A UN court has ruled that ageing Rwandan genocide suspect Felicien Kabuga is unfit to stand trial.
The Hague-based International Residual Mechanism for Criminal Tribunals said in an order late Tuesday that it “finds… Mr Felicien Kabuga to be unfit to participate meaningfully in his trial and is very unlikely to regain fitness in the future”.
Instead judges are calling for an ‘alternative’ legal procedure that would not end in a conviction.
The 88-year-old man is accused of being a major financier of the 1994 Rwandan genocide.
Félicien Kabuga’s lawyers had argued that he suffered from dementia.
He was arrested in Paris in 2020 after evading capture for 26 years, reportedly moving around East Africa.
This is the first time a court has given such a ruling in a decades-long campaign to bring Rwandan genocide suspects to justice.
In their ruling, judges at a UN war crimes court in The Hague said Mr Kabuga was “unfit to participate meaningfully in his trial and is very unlikely to regain fitness in the future”.
The judges proposed an alternative legal procedure that “resembles a trial as closely as possible, but without the possibility of a conviction”.
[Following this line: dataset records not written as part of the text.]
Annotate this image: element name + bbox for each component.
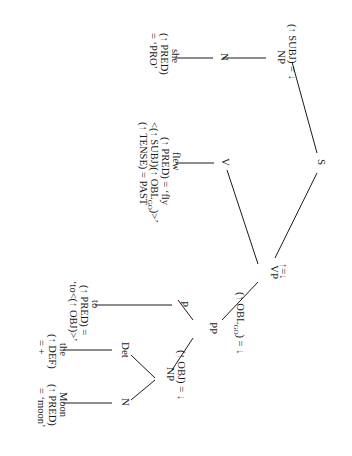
node-pp-annotation-sub: GO [232, 324, 240, 334]
edge-np-n2 [131, 380, 155, 400]
node-n-she: N [219, 53, 231, 61]
leaf-moon-value: = ‘moon’ [36, 388, 47, 427]
leaf-flew-args-post: )>’ [148, 210, 160, 223]
node-np-obj: NP [165, 367, 177, 381]
leaf-she-word: she [170, 49, 181, 63]
edge-vp-v [227, 170, 258, 264]
syntax-tree: S (↑ SUBJ) = ↓ NP N she (↑ PRED) = ‘PRO’… [0, 0, 352, 456]
node-pp-annotation-post: ) = ↓ [234, 335, 246, 355]
node-vp: VP [269, 265, 281, 279]
leaf-to-value: ‘to<(↑ OBJ)>’ [67, 281, 79, 342]
node-p: P [179, 301, 191, 307]
leaf-the-value: = + [36, 340, 47, 355]
leaf-the-word: the [58, 343, 69, 356]
node-pp-annotation-pre: (↑ OBL [234, 292, 246, 324]
node-n-moon: N [120, 398, 132, 406]
node-v: V [220, 158, 232, 166]
node-det: Det [120, 342, 132, 358]
node-np-subj: NP [276, 50, 288, 64]
leaf-moon-word: Moon [58, 392, 69, 418]
edge-s-vp [275, 173, 317, 258]
node-pp: PP [208, 322, 220, 334]
leaf-flew-word: flew [171, 152, 182, 171]
leaf-to-word: to [90, 300, 101, 308]
leaf-she-value: = ‘PRO’ [148, 33, 159, 69]
leaf-flew-tense: (↑ TENSE) = PAST [137, 122, 149, 206]
node-s: S [316, 159, 328, 165]
node-pp-annotation: (↑ OBLGO) = ↓ [232, 292, 246, 354]
edge-np-det [131, 355, 155, 378]
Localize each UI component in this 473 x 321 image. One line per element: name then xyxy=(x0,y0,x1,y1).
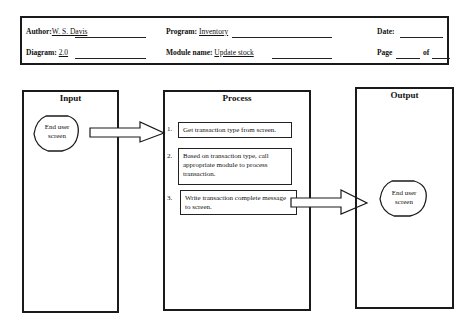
date-underline xyxy=(400,37,443,38)
of-underline xyxy=(432,58,450,59)
step-1-box: Get transaction type from screen. xyxy=(178,122,292,138)
step-2-box: Based on transaction type, call appropri… xyxy=(178,148,292,185)
diagram-field: Diagram: 2.0 xyxy=(26,48,68,57)
module-label: Module name: xyxy=(166,48,212,57)
diagram-underline xyxy=(75,58,146,59)
program-field: Program: Inventory xyxy=(166,27,228,36)
author-value: W. S. Davis xyxy=(52,27,88,36)
step-3-number: 3. xyxy=(167,194,172,202)
page-underline xyxy=(396,58,420,59)
process-title: Process xyxy=(165,93,309,103)
diagram-value: 2.0 xyxy=(59,48,68,57)
program-underline xyxy=(232,37,332,38)
header-block: Author:W. S. Davis Program: Inventory Da… xyxy=(20,16,449,65)
step-2-number: 2. xyxy=(167,152,172,160)
module-field: Module name: Update stock xyxy=(166,48,254,57)
module-value: Update stock xyxy=(214,48,253,57)
date-label: Date: xyxy=(377,27,395,36)
output-title: Output xyxy=(357,90,452,100)
step-3-box: Write transaction complete message to sc… xyxy=(180,190,297,215)
step-1-number: 1. xyxy=(167,125,172,133)
input-terminal-label: End user screen xyxy=(32,123,82,141)
author-field: Author:W. S. Davis xyxy=(26,27,87,36)
date-field: Date: xyxy=(377,27,395,36)
program-label: Program: xyxy=(166,27,197,36)
module-underline xyxy=(272,58,332,59)
author-label: Author: xyxy=(26,27,52,36)
page-field: Page xyxy=(377,48,392,57)
input-title: Input xyxy=(24,93,117,103)
program-value: Inventory xyxy=(199,27,228,36)
diagram-label: Diagram: xyxy=(26,48,57,57)
arrow-input-to-process-icon xyxy=(88,120,166,146)
output-terminal-label: End user screen xyxy=(378,189,430,207)
page-label: Page xyxy=(377,48,392,57)
of-label: of xyxy=(423,48,429,57)
author-underline xyxy=(75,37,146,38)
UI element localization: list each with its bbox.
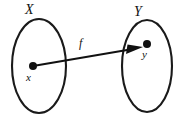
function-arrow-shaft: [33, 50, 130, 67]
diagram-canvas: [0, 0, 177, 124]
element-x-label: x: [26, 72, 31, 83]
set-y-label: Y: [134, 5, 142, 19]
set-y-oval: [122, 20, 172, 112]
set-x-oval: [12, 19, 66, 113]
element-y-dot: [143, 40, 151, 48]
function-f-label: f: [79, 37, 82, 49]
function-mapping-diagram: X Y x y f: [0, 0, 177, 124]
set-x-label: X: [25, 3, 34, 17]
element-x-dot: [29, 62, 37, 70]
element-y-label: y: [142, 49, 147, 60]
function-arrow-head: [126, 45, 143, 55]
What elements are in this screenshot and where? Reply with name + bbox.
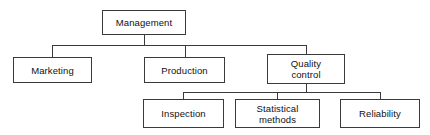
node-quality-control[interactable]: Quality control bbox=[267, 54, 345, 84]
node-marketing[interactable]: Marketing bbox=[13, 57, 92, 83]
org-chart-diagram: ManagementMarketingProductionQuality con… bbox=[0, 0, 430, 135]
node-label: Statistical methods bbox=[257, 103, 299, 125]
node-label: Reliability bbox=[359, 108, 401, 119]
node-reliability[interactable]: Reliability bbox=[340, 99, 420, 128]
node-label: Marketing bbox=[31, 65, 74, 76]
node-label: Production bbox=[161, 65, 207, 76]
node-label: Management bbox=[116, 17, 172, 28]
node-production[interactable]: Production bbox=[144, 57, 225, 83]
node-label: Quality control bbox=[291, 58, 321, 80]
node-management[interactable]: Management bbox=[102, 10, 186, 35]
node-statistical-methods[interactable]: Statistical methods bbox=[235, 99, 320, 128]
node-inspection[interactable]: Inspection bbox=[143, 99, 224, 128]
node-label: Inspection bbox=[161, 108, 205, 119]
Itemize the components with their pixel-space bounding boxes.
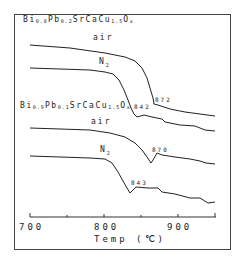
x-axis-title: Temp (℃)	[94, 234, 166, 244]
dta-chart-figure: Bi0.8Pb0.2SrCaCu1.5Ox air N2 872 842 Bi0…	[0, 0, 241, 260]
x-axis	[30, 213, 216, 217]
composition-label-2: Bi0.9Pb0.1SrCaCu1.5Ox	[20, 101, 131, 110]
series-label-g2-air: air	[91, 117, 111, 126]
x-tick-label-800: 800	[94, 222, 119, 232]
annotation-872: 872	[155, 96, 172, 103]
series-label-g1-air: air	[93, 33, 113, 42]
composition-label-1: Bi0.8Pb0.2SrCaCu1.5Ox	[23, 15, 134, 24]
series-label-g2-n2: N2	[100, 145, 112, 156]
curve-g2-n2	[30, 156, 215, 203]
annotation-842: 842	[134, 103, 151, 110]
x-tick-label-700: 700	[19, 222, 44, 232]
chart-plot-area	[0, 0, 241, 260]
x-tick-label-900: 900	[167, 222, 192, 232]
annotation-843: 843	[131, 179, 148, 186]
annotation-870: 870	[152, 146, 169, 153]
series-label-g1-n2: N2	[99, 57, 111, 68]
curve-g2-air	[30, 128, 215, 164]
curve-g1-n2	[30, 68, 215, 131]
The court had paused his trial in March to allow for his health to be assessed. According to court documents, he is 88, although there is some dispute about his precise age.
It is alleged that Mr Kabuga used his large fortune, made in the 1970s tea trade, to buy weapons used to arm the Hutu death squads.
The wealthy businessman is also accused of using his radio station to urge Hutus to kill Tutsis, fuelling the genocide by broadcasting inflammatory hate speech.
French investigators tracked him down to an apartment in Paris where he had been living under a false identity.
The United States had offered a reward of $5m for information leading to his arrest.